From Page To Table
Popova recently excerpted Dinah Fried’s new book Fictitious Dishes, which features still life photography of 50 culinary scenes found in literature. How Fried thinks of the connection between reading and eating:
Reading and eating are natural companions, and they’ve got a lot in common. Reading is consumption. Eating is consumption. Both are comforting, nourishing, restorative, relaxing, and mostly enjoyable. They can energize you or put you to sleep. Heavy books and heavy meals both require a period of intense digestion. Just as reading great novels can transport you to another time and place, meals — good and bad ones alike — can conjure scenes very far away from your kitchen table. Some of my favorite meals convey stories of origin and tradition; as a voracious reader, I devour my favorite books.
Reviewing the book, Laura Miller explains the project’s charm:
The foods a character consumes often convey something about his or her identity and station in life, whether it’s Oliver Twist’s gruel or the dainty lemon cakes loved by the unworldly Lady Sansa Stark in “A Game of Thrones.” But I suspect that for me literary meals speak most eloquently to that old, buried childish desire that the story I’m reading be “really real,” that the people and events in it not be just the arbitrary products of some writer’s imagination. If the characters demand to be fed before going on to do whatever it is the author has lined up for them, then they seem to have some sort of independent existence.
In an interview, Fried discussed the challenges of one shoot in particular – the apple pie and ice cream from Jack Kerouac’s On the Road:
I had to create it quite quickly because the ice cream would melt. I think I probably went through a few plates. But I wanted this photograph, naturally, to feel very American, as is the novel and apple pie and ice cream itself. So I went for a red diner place mat and wanted it to feel really classic and simple.
Once I had those elements in place, then it was about baking this pie, which was my first apple pie that I’d ever baked. I’ve never really been a baker.
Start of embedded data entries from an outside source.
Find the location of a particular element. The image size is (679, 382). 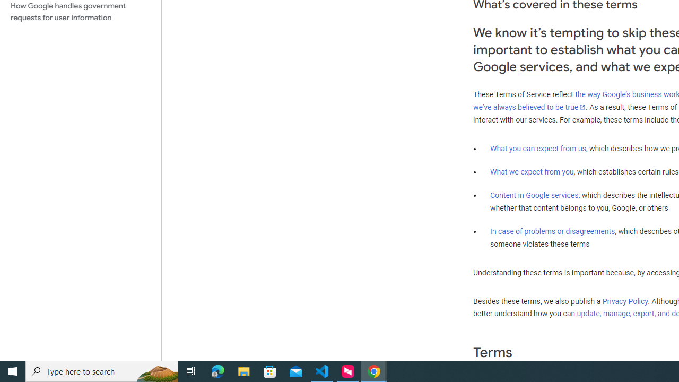

services is located at coordinates (544, 67).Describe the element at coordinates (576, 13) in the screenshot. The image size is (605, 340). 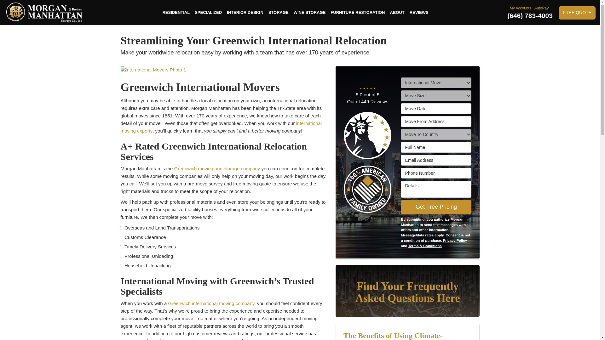
I see `FREE QUOTE` at that location.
I’m more of an improvisational cook, and usually that doesn’t work so well for baking. So I baked the pie, and I set it all up. Like I said, the ice cream was quick to melt. I think it’s just the right amount melty in the photo. The pie was delicious.
Helen Rosner notes Fried’s caption for the photo featured below, drawn from John Kennedy Toole’s A Confederacy of Dunces:
In A Confederacy of Dunces, a hot dog sets the protagonist’s heart aflutter. “It’s sort of a disgusting
scene,” says Fried of the photograph’s inspiration. “The protagonist, Ignatius J. Reilly, is a grotesque character, a slovenly guy who lives with his mother. In this particular scene, he follows his nose to the hot dog, inspired by the scent of it on the air. The book takes place in the late 1970′s, so the prop styling was a challenge: I wanted a Coke can that didn’t have the pop-tab that we have now, which could have been quite a search. But my husband has a lot of stuff that used to be in his grandfather’s basement, and we happened to find in a cabinet a Coke can that was from this precise era. I kept stumbling upon things that felt just right. I’d find myself collecting different types of paper napkins wherever I went, and among them were the perfect napkins. I want the props to feel time- and place-appropriate. My favorite thing about this whole project was fixating, being obsessed with finding something, and then discovering exactly what I was looking for.”
Previous Dish on Fried’s work here. Buy her new book here.
(Photos courtesy of Dinah Fried. Caption for the top one: “Setting up the Gulliver’s Travels photo.” For more, check out her tumblr.)